Starway
Where AI-powered recipe discovery meets gamified engagement

The Problem
The 17-minute decision gap.
Home cooks spend an average of 17 minutes deciding what to make—more time than it takes to cook the actual meal. The friction isn't the cooking; it's the decision-making process.
Starway replaces that overwhelm with confidence through AI-driven, proactive personalization.
"It's 6 PM, I'm exhausted, and I've spent twenty minutes just scrolling for recipes instead of actually cooking."
The final recipe discovery experience, optimized for kitchen ergonomics.
The Mission
Streamline: Design an end-to-end journey from inspiration to execution in under 60 seconds.
Personalize: Balance AI utility with a thumb-friendly interface that learns user proficiency.
Engage: Use gamified feedback to make routine meal prep feel like skill progression.
Research
Learning from Industry Patterns
I mapped three core patterns to the Starway experience:
Gamified Utility (Duolingo): Convert routine into progress through XP-based missions.
Predictive Personalization (Pantry Pilot): Proactive suggestions based on ingredient decay. Know before they ask.

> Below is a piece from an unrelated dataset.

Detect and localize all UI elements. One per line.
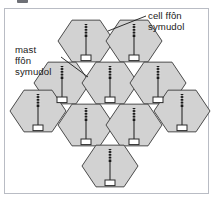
figure-root: cell ffôn symudol mast ffôn symudol xyxy=(0,0,217,205)
cell-label: cell ffôn symudol xyxy=(148,10,184,32)
diagram-canvas xyxy=(0,0,217,205)
mast-label: mast ffôn symudol xyxy=(15,44,51,78)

Trust via Transparency (ChefCheck): Use AI vision to validate techniques in real time. Confidence through feedback.
Execution
Zero-Friction Workflow
The architecture is built for rapid discovery and interactive guidance. No buried menus, no nested settings. Everything is one thumb-reach away.
The underlying journey from onboarding to meal completion.
Insights
Designing for wet hands and split attention.
Gamification as Skill: XP Gain and Daily Streaks aren't just points—they reflect culinary mastery. Engagement that compounds over time.
Wait-Free Discovery: The interface generates recommendations before you type. Point your phone at the fridge, get a recipe immediately.
High-Rapport Onboarding: A conversational quiz triages intent in under 60 seconds. A tailored experience from the first interaction.
Kitchen Ergonomics: Bottom-heavy layout with gesture controls. Designed for the physical reality: hands occupied, attention split, and surfaces wet.
Evolution
From first touch to final UI.
Designing Starway required a rigorous transition from low-fidelity wireframes to high-fidelity interactions. Every component was vetted for ergonomic clarity before the visual layer was added.
01. Conversational Onboarding
01. Low Fidelity
02. Wireframe
03. Final Screen
02. Recipe Discovery
01. Low Fidelity
02. Wireframe
03. Final Screen
03. User Dashboard
01. Low Fidelity
02. Wireframe
03. Final Screen
04. Search & Exploration
01. Low Fidelity
02. Wireframe
03. Final Screen
05. Interactive Recipe Guide
01. Low Fidelity
02. Wireframe
03. Final Screen
06. Skills & Progression
01. Low Fidelity
02. Wireframe
03. Final Screen
Reflection
Meaningful Engagement
The gamification layer succeeded because it was tied to real skill progression, not arbitrary points. Engagement works best when it reflects personal growth.
Validation Thresholds
Is 60 seconds the ceiling for onboarding? I suspect users would tolerate more if the questions felt genuinely personal. This is my next testing frontier.
Contextual Design
Ergonomics is a constraint, not an afterthought. Designing for wet hands and split attention forced every layout decision to be justified by physical reality.